Life is just very full right now.
Every day I'm involved in the nitty-gritty work of coming alongside others. Surely there is a need to pull away at times and reflect and evaluate and get some computer work done, but the more I get involved, the harder it is to pull away. I'm sorry for my absence here and will try to improve.
Here's something I've been mulling over in recent weeks:
In the last few weeks I have come across students who have finished 6th grade, 9th grade and 12th grade, and they all have two things in common: they cannot read and they cannot do the most basic math. Mind you, I did not say they were 12, 15 and 18 and had never been to school; rather, they have been going to school ever since they were 5 or 6 years old. Their parents have sacrificed to scrape together their school fees. They probably have average IQs, but they have simply fallen through the cracks when it comes to their education. In fact, I don't think 'cracks' is the right word, I think it's more like 'gorge' or 'Grand Canyon' simply because there are so many of them. I have not even gone searching for the lowest of the low; these are simply children who have crossed my path. How many more, like them, are out there?

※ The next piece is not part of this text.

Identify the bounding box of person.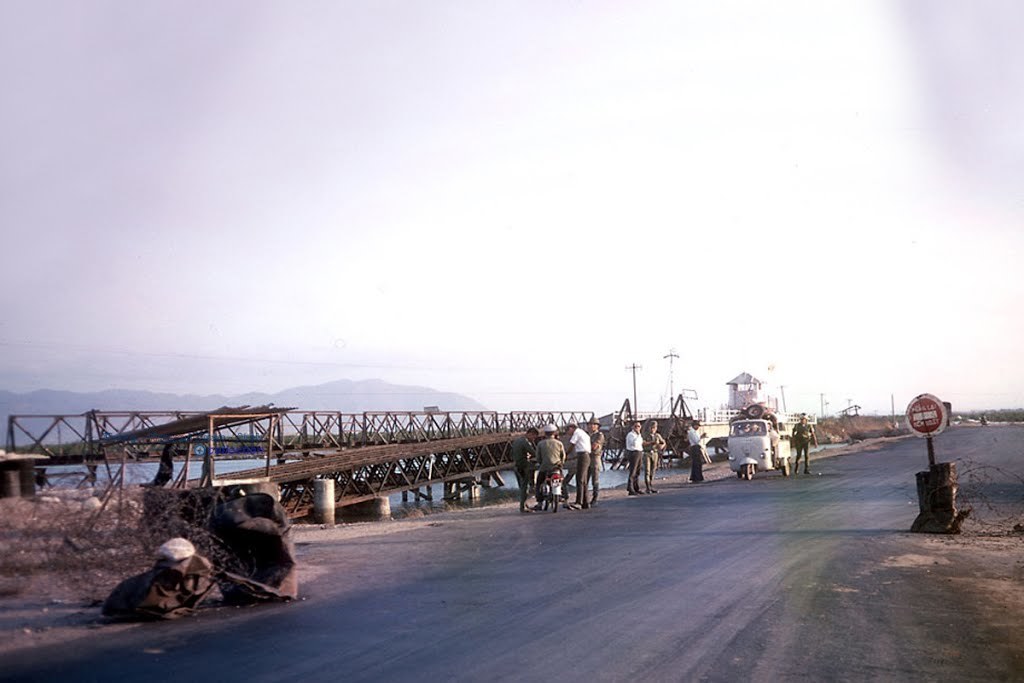
left=685, top=424, right=706, bottom=479.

When I heard the 18-year-old try to read to me, I felt like sobbing. What subject can you do without knowing how to read? What kind of survival skills has she learned in order to somehow pass to the next level year after year? Is her whole life made up of dodging and copying and cheating, and who knows what else? That's her own normal. But now that we have identified the problem, we are going back and teaching her how to read just like a 1st grader. I weep for the wasted years.
If I look at the number of children in a similar situation, I won't be able to cope. For now we will have to be satisfied with reaching the children within our grasp.
The children I have mentioned here are in our Orphans and Vulnerable Children program. Their parents either have HIV or have died of HIV/AIDS complications.